[Stored data entries]
-- Opening Marker --

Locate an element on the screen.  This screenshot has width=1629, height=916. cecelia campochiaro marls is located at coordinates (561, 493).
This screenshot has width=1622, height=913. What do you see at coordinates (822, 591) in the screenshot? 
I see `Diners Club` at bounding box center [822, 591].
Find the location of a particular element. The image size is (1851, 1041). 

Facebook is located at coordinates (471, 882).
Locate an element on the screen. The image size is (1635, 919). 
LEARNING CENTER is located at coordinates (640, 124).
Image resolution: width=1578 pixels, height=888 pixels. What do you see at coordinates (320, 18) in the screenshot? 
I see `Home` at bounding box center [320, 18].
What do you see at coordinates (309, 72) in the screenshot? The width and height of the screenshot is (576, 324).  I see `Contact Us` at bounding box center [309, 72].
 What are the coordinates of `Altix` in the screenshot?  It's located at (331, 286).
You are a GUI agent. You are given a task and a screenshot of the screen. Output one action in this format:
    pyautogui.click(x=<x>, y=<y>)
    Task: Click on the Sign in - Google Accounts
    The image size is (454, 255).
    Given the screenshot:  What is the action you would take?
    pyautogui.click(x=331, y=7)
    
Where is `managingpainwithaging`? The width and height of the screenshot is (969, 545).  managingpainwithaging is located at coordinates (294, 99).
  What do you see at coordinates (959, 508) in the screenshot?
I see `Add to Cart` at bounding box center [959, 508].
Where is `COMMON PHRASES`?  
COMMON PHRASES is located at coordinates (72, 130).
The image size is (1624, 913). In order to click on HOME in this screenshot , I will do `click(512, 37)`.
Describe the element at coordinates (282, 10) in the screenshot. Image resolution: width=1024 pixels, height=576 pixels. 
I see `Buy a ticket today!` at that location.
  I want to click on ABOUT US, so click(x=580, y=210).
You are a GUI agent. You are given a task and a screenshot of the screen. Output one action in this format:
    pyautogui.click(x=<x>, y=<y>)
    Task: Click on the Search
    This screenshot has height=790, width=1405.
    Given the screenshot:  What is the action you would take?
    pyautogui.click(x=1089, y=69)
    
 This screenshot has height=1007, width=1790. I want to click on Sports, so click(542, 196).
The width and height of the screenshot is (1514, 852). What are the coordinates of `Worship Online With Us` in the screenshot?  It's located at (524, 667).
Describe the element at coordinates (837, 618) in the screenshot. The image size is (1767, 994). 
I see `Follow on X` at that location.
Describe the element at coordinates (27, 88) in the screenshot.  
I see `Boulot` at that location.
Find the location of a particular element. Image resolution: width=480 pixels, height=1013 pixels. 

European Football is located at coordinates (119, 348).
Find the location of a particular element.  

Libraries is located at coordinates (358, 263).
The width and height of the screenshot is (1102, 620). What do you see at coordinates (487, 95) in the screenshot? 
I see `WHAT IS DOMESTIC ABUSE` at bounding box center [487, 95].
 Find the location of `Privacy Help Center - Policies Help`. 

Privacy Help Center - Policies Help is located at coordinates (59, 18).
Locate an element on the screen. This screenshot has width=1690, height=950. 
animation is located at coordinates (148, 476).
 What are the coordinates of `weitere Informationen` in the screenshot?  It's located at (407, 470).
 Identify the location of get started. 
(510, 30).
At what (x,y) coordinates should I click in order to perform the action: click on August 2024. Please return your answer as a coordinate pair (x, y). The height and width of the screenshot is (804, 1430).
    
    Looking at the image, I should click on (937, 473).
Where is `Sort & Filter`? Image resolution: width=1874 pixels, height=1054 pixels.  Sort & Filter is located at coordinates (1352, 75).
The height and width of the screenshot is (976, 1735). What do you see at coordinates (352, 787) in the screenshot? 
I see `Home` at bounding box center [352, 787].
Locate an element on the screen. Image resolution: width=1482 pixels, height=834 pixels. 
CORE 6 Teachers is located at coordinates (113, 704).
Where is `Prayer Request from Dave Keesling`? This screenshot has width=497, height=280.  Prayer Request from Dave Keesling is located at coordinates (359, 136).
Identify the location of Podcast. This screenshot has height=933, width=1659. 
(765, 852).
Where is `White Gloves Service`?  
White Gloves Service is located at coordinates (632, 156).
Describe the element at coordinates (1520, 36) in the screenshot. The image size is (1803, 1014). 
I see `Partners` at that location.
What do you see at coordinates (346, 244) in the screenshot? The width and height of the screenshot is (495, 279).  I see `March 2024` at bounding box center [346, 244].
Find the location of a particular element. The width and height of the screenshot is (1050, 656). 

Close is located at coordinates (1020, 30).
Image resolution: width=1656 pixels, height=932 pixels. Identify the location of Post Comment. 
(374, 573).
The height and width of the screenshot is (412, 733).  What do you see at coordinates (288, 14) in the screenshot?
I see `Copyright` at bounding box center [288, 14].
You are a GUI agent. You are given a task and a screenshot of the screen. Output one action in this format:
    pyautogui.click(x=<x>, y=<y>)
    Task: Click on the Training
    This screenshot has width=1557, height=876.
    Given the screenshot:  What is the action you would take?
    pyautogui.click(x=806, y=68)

-- Closing Marker --

ACTION ITEM: Word for word, return each of the entries.

REPLY:
Locate an element on the screen.  This screenshot has width=1629, height=916. cecelia campochiaro marls is located at coordinates (561, 493).
This screenshot has width=1622, height=913. What do you see at coordinates (822, 591) in the screenshot? 
I see `Diners Club` at bounding box center [822, 591].
Find the location of a particular element. The image size is (1851, 1041). 

Facebook is located at coordinates (471, 882).
Locate an element on the screen. The image size is (1635, 919). 
LEARNING CENTER is located at coordinates (640, 124).
Image resolution: width=1578 pixels, height=888 pixels. What do you see at coordinates (320, 18) in the screenshot? 
I see `Home` at bounding box center [320, 18].
What do you see at coordinates (309, 72) in the screenshot? The width and height of the screenshot is (576, 324).  I see `Contact Us` at bounding box center [309, 72].
 What are the coordinates of `Altix` in the screenshot?  It's located at (331, 286).
You are a GUI agent. You are given a task and a screenshot of the screen. Output one action in this format:
    pyautogui.click(x=<x>, y=<y>)
    Task: Click on the Sign in - Google Accounts
    The image size is (454, 255).
    Given the screenshot:  What is the action you would take?
    pyautogui.click(x=331, y=7)
    
Where is `managingpainwithaging`? The width and height of the screenshot is (969, 545).  managingpainwithaging is located at coordinates (294, 99).
  What do you see at coordinates (959, 508) in the screenshot?
I see `Add to Cart` at bounding box center [959, 508].
Where is `COMMON PHRASES`?  
COMMON PHRASES is located at coordinates (72, 130).
The image size is (1624, 913). In order to click on HOME in this screenshot , I will do `click(512, 37)`.
Describe the element at coordinates (282, 10) in the screenshot. Image resolution: width=1024 pixels, height=576 pixels. 
I see `Buy a ticket today!` at that location.
  I want to click on ABOUT US, so click(x=580, y=210).
You are a GUI agent. You are given a task and a screenshot of the screen. Output one action in this format:
    pyautogui.click(x=<x>, y=<y>)
    Task: Click on the Search
    This screenshot has height=790, width=1405.
    Given the screenshot:  What is the action you would take?
    pyautogui.click(x=1089, y=69)
    
 This screenshot has height=1007, width=1790. I want to click on Sports, so click(542, 196).
The width and height of the screenshot is (1514, 852). What are the coordinates of `Worship Online With Us` in the screenshot?  It's located at (524, 667).
Describe the element at coordinates (837, 618) in the screenshot. The image size is (1767, 994). 
I see `Follow on X` at that location.
Describe the element at coordinates (27, 88) in the screenshot.  
I see `Boulot` at that location.
Find the location of a particular element. Image resolution: width=480 pixels, height=1013 pixels. 

European Football is located at coordinates (119, 348).
Find the location of a particular element.  

Libraries is located at coordinates (358, 263).
The width and height of the screenshot is (1102, 620). What do you see at coordinates (487, 95) in the screenshot? 
I see `WHAT IS DOMESTIC ABUSE` at bounding box center [487, 95].
 Find the location of `Privacy Help Center - Policies Help`. 

Privacy Help Center - Policies Help is located at coordinates (59, 18).
Locate an element on the screen. This screenshot has width=1690, height=950. 
animation is located at coordinates (148, 476).
 What are the coordinates of `weitere Informationen` in the screenshot?  It's located at (407, 470).
 Identify the location of get started. 
(510, 30).
At what (x,y) coordinates should I click in order to perform the action: click on August 2024. Please return your answer as a coordinate pair (x, y). The height and width of the screenshot is (804, 1430).
    
    Looking at the image, I should click on (937, 473).
Where is `Sort & Filter`? Image resolution: width=1874 pixels, height=1054 pixels.  Sort & Filter is located at coordinates (1352, 75).
The height and width of the screenshot is (976, 1735). What do you see at coordinates (352, 787) in the screenshot? 
I see `Home` at bounding box center [352, 787].
Locate an element on the screen. Image resolution: width=1482 pixels, height=834 pixels. 
CORE 6 Teachers is located at coordinates (113, 704).
Where is `Prayer Request from Dave Keesling`? This screenshot has width=497, height=280.  Prayer Request from Dave Keesling is located at coordinates (359, 136).
Identify the location of Podcast. This screenshot has height=933, width=1659. 
(765, 852).
Where is `White Gloves Service`?  
White Gloves Service is located at coordinates (632, 156).
Describe the element at coordinates (1520, 36) in the screenshot. The image size is (1803, 1014). 
I see `Partners` at that location.
What do you see at coordinates (346, 244) in the screenshot? The width and height of the screenshot is (495, 279).  I see `March 2024` at bounding box center [346, 244].
Find the location of a particular element. The width and height of the screenshot is (1050, 656). 

Close is located at coordinates (1020, 30).
Image resolution: width=1656 pixels, height=932 pixels. Identify the location of Post Comment. 
(374, 573).
The height and width of the screenshot is (412, 733).  What do you see at coordinates (288, 14) in the screenshot?
I see `Copyright` at bounding box center [288, 14].
You are a GUI agent. You are given a task and a screenshot of the screen. Output one action in this format:
    pyautogui.click(x=<x>, y=<y>)
    Task: Click on the Training
    This screenshot has width=1557, height=876.
    Given the screenshot:  What is the action you would take?
    pyautogui.click(x=806, y=68)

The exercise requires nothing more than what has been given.